We all have an ongoing narrative inside our heads, the narrative that is spoken aloud if a friend asks a question. That narrative feels deeply natural to me. We also hang on to scraps of dialogue. Our memories donโt usually serve us up whole scenes complete with dialogue. So I suppose Iโm saying that I like to work from what a character is likely to remember, from a more interior place.
Lydia DavisI started writing the one-sentence stories when I was translating 'Swann's Way.' There were two reasons. I had almost no time to do my own writing, but didn't want to stop. And it was a reaction to Proust's very long sentences.
Lydia DavisI don't believe, in the end, that there is any such thing as no style. Even a very neutral, plain style, one that doesn't use colloquialisms, lyrical flourishes, heavy supplies of metaphor, etc., is a style, and it becomes a writer's characteristic style just as much as a thicker, richer deployment of idiom and vocabulary.
Lydia DavisI am basically the sort of person who has stage-fright teaching. I kind of creep into a classroom. I'm not an anecdote-teller, either, although I often wish I were.
Lydia DavisSo the question really is, Why doesn't that pain make you say, I won't do it again?
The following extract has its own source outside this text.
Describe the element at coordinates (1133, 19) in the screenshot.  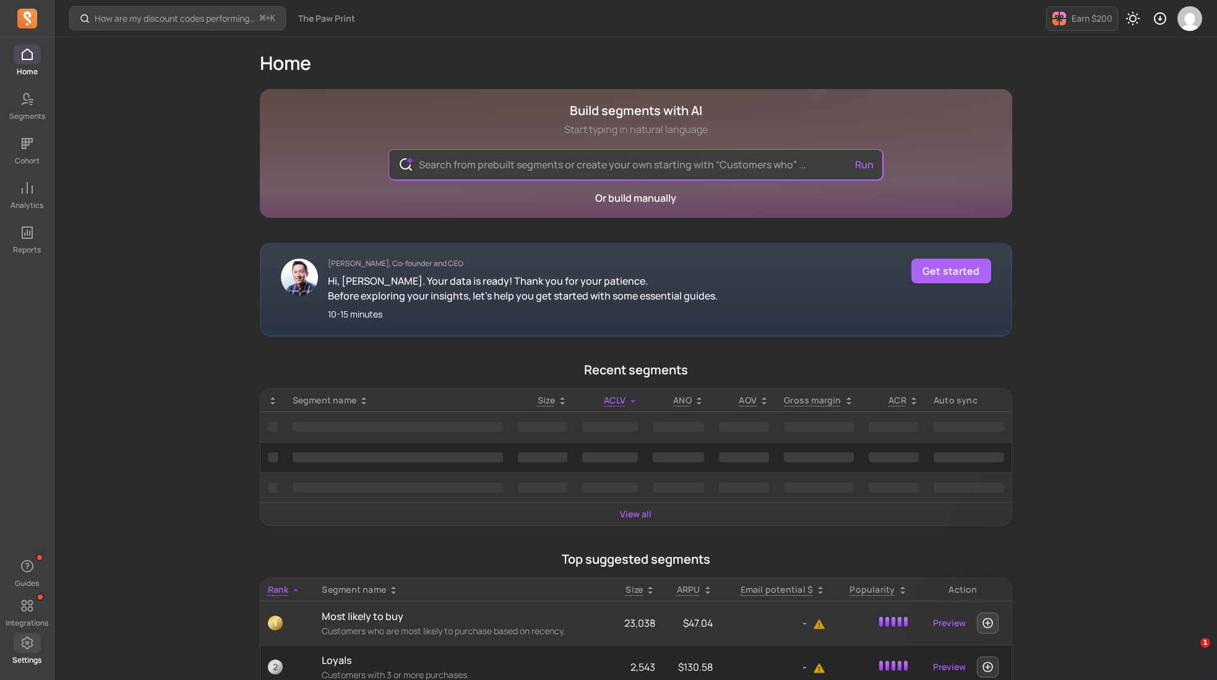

When the pain is so bad that you have to say that, but you don't.
Lydia DavisI attempt all day, at work, not to think about what lies ahead, but this costs me so much effort that there is nothing left for my work. I handle telephone calls so badly that after a while the switchboard operator refuses to connect me. So I had better say to myself, Go ahead and polish the silverware beautifully, then lay it out ready on the sideboard and be done with it. Because I polish it in my mind all day longโthis is what torments me (and doesn't clean the silver).